What are the causes of India’s economic growth? This paper from the Effective States and Inclusive Development Research Centre examines the political economy causes of India’s growth. It reviews the acceleration in the early 1990s, the periods of high growth in the 1990s and early 2000s, and the subsequent slowdown since 2011. It argues that India’s post-reform growth experience can be separated into three distinct growth episodes. The first growth episode, from 1993 to 2002, was characterised by a set of predictable informal (and relatively open) relationships (which we call ‘ordered deals’) between political and economic elites.
The second episode was from 2002 to 2010; deals in this period became increasingly closed, leading to negative feedback effects from accountability institutions, the middle class and non-elites, along with structural retrogression of the economy. The third episode, beginning in 2011, was one of an incipient growth deceleration, and was characterised by increasingly disordered deals. The wider implication of the analysis is that economic growth in most developing country contexts remains episodic and prone to collapse, as institutions do not evolve over the growth process, and in many instances, deteriorate.

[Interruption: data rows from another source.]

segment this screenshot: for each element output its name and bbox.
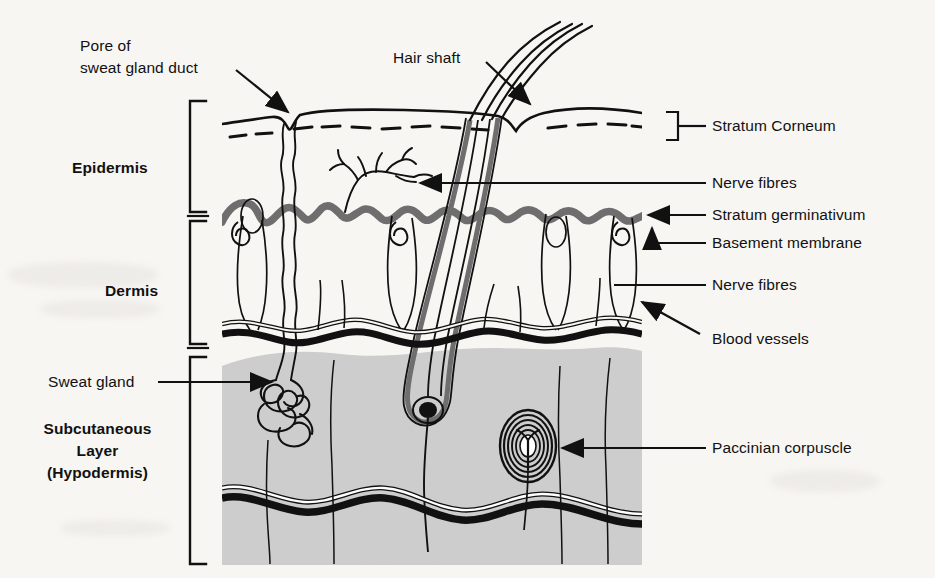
callout-basement-membrane: Basement membrane [712, 233, 862, 252]
callout-nerve-fibres-lower: Nerve fibres [712, 275, 797, 294]
connector-pore [236, 70, 288, 112]
callout-hair-shaft: Hair shaft [393, 48, 460, 67]
callout-blood-vessels: Blood vessels [712, 329, 809, 348]
bracket-dermis [190, 221, 206, 344]
layer-label-epidermis: Epidermis [72, 158, 148, 177]
layer-brackets [188, 101, 208, 564]
stratum-germinativum [222, 203, 642, 223]
subcutaneous-layer-fill [222, 347, 642, 565]
skin-diagram: Pore of sweat gland duct Hair shaft Epid… [0, 0, 935, 578]
callout-pore-line2: sweat gland duct [80, 58, 198, 77]
layer-label-subcutaneous-line1: Subcutaneous [20, 419, 175, 438]
connector-stratum-corneum [666, 112, 706, 140]
hair-shaft [470, 22, 592, 120]
bracket-epidermis [190, 101, 206, 212]
callout-nerve-fibres-upper: Nerve fibres [712, 173, 797, 192]
bracket-subcutaneous [190, 357, 206, 564]
layer-label-subcutaneous-line2: Layer [20, 441, 175, 460]
layer-label-dermis: Dermis [105, 281, 158, 300]
connector-blood-vessels [642, 302, 700, 334]
callout-pore-line1: Pore of [80, 36, 131, 55]
callout-sweat-gland: Sweat gland [48, 372, 134, 391]
callout-stratum-corneum: Stratum Corneum [712, 116, 836, 135]
layer-label-subcutaneous-line3: (Hypodermis) [20, 463, 175, 482]
connector-basement-membrane [652, 228, 706, 243]
callout-paccinian-corpuscle: Paccinian corpuscle [712, 438, 852, 457]
free-nerve-endings [330, 148, 432, 212]
skin-surface [222, 108, 642, 131]
callout-stratum-germinativum: Stratum germinativum [712, 205, 866, 224]
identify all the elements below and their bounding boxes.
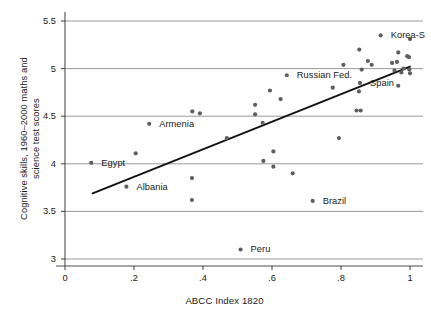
data-point	[147, 122, 151, 126]
data-point	[360, 67, 364, 71]
data-point	[359, 108, 363, 112]
x-axis-tick-label: .8	[337, 273, 345, 283]
data-point	[134, 151, 138, 155]
data-point	[390, 61, 394, 65]
x-axis-tick-label: 0	[62, 273, 67, 283]
y-axis-tick-label: 5	[28, 64, 56, 74]
data-point	[261, 121, 265, 125]
data-point	[408, 71, 412, 75]
plot-area: 33.544.555.50.2.4.6.81EgyptAlbaniaArmeni…	[0, 0, 431, 314]
y-axis-tick-label: 5.5	[28, 16, 56, 26]
data-point	[253, 112, 257, 116]
data-point	[395, 60, 399, 64]
data-point	[331, 86, 335, 90]
data-point	[198, 111, 202, 115]
data-point	[225, 136, 229, 140]
scatter-plot-figure: Cognitive skills, 1960–2000 maths and sc…	[0, 0, 431, 314]
data-point	[396, 50, 400, 54]
y-axis-tick-label: 3.5	[28, 206, 56, 216]
point-label: Peru	[251, 244, 271, 254]
data-point	[366, 59, 370, 63]
regression-line	[93, 67, 410, 194]
data-point	[271, 149, 275, 153]
data-point	[354, 108, 358, 112]
data-point	[396, 84, 400, 88]
point-label: Russian Fed.	[297, 70, 352, 80]
data-point	[279, 97, 283, 101]
data-point	[370, 63, 374, 67]
data-point	[261, 159, 265, 163]
data-point	[311, 199, 315, 203]
data-point	[407, 67, 411, 71]
data-point	[190, 198, 194, 202]
data-point	[253, 103, 257, 107]
data-point	[190, 176, 194, 180]
point-label: Egypt	[101, 158, 125, 168]
x-axis-tick-label: 1	[407, 273, 412, 283]
data-point	[379, 33, 383, 37]
data-point	[268, 88, 272, 92]
data-point	[239, 247, 243, 251]
x-axis-tick-label: .4	[199, 273, 207, 283]
data-point	[124, 185, 128, 189]
y-axis-tick-label: 4	[28, 159, 56, 169]
data-point	[285, 73, 289, 77]
data-point	[392, 68, 396, 72]
x-axis-tick-label: .2	[130, 273, 138, 283]
data-point	[271, 165, 275, 169]
plot-svg	[0, 0, 431, 314]
data-point	[357, 47, 361, 51]
data-point	[358, 81, 362, 85]
data-point	[357, 89, 361, 93]
data-point	[399, 70, 403, 74]
data-point	[341, 63, 345, 67]
data-point	[190, 109, 194, 113]
point-label: Korea-S	[391, 30, 425, 40]
data-point	[337, 136, 341, 140]
point-label: Armenia	[159, 119, 194, 129]
point-label: Albania	[136, 182, 167, 192]
point-label: Spain	[370, 78, 394, 88]
data-point	[407, 55, 411, 59]
data-point	[89, 161, 93, 165]
data-point	[401, 67, 405, 71]
data-point	[291, 171, 295, 175]
y-axis-tick-label: 3	[28, 254, 56, 264]
x-axis-tick-label: .6	[268, 273, 276, 283]
point-label: Brazil	[323, 196, 347, 206]
y-axis-tick-label: 4.5	[28, 111, 56, 121]
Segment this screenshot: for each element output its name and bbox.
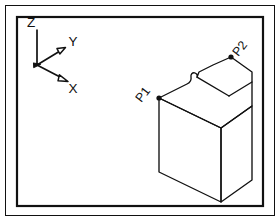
technical-drawing-figure: Z Y X P1 P2 — [0, 0, 280, 221]
y-axis-label: Y — [68, 34, 77, 49]
x-axis-label: X — [68, 81, 77, 96]
z-axis-label: Z — [27, 15, 35, 30]
p1-point-marker — [156, 95, 161, 100]
drawing-canvas: Z Y X P1 P2 — [0, 0, 280, 221]
outer-border — [6, 6, 275, 216]
p2-point-marker — [228, 54, 233, 59]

In this paper, the authors first provide a summary of the conceptual framework that they have developed elsewhere on why we see what we call ‘boom and bust’ growth in developing countries. They then identify India’s growth episodes, using standard statistical methods to identify structural breaks in India’s GDP per capita time-series, again drawing from previous work. They then set out the stylised facts of India’s growth experience, followed by a description of India’s political history. They then apply our framework of ‘boom and bust’ growth to India’s growth experience, arguing that the institutional causes of India’s growth in the 1993–2002 growth episode were different from those observed for the 2002–2010 growth episode. Using our framework, we also provide an argument for why India’s economic growth slowed down in the post-2011 period.
The slowdown of growth is attributed to: 1. increasing political de-legitimation of the growth process that was seen as highly predatory and corruption-intensive; and 2. pushback from accountability institutions in the post-2010 period, leading to greater uncertainty in the deals environment in 2011-2014. The analysis suggests that the move from limited access to open access orders, or from growth processes that rely on informal institutions to growth processes that rely on formal institutions, is not pre-determined or linear. Shifts back and forth from good transitions in growth to bad transitions in growth are common in developing countries with weak formal institutions; sustained rapid economic growth that can take a country from low-income to middle-income status still remains a distant possibility in many country contexts. The Indian case study illustrates the point that, even for a so-called miracle growth country such as India, growth reversals are very much possible, if institutions do not improve in the growth process.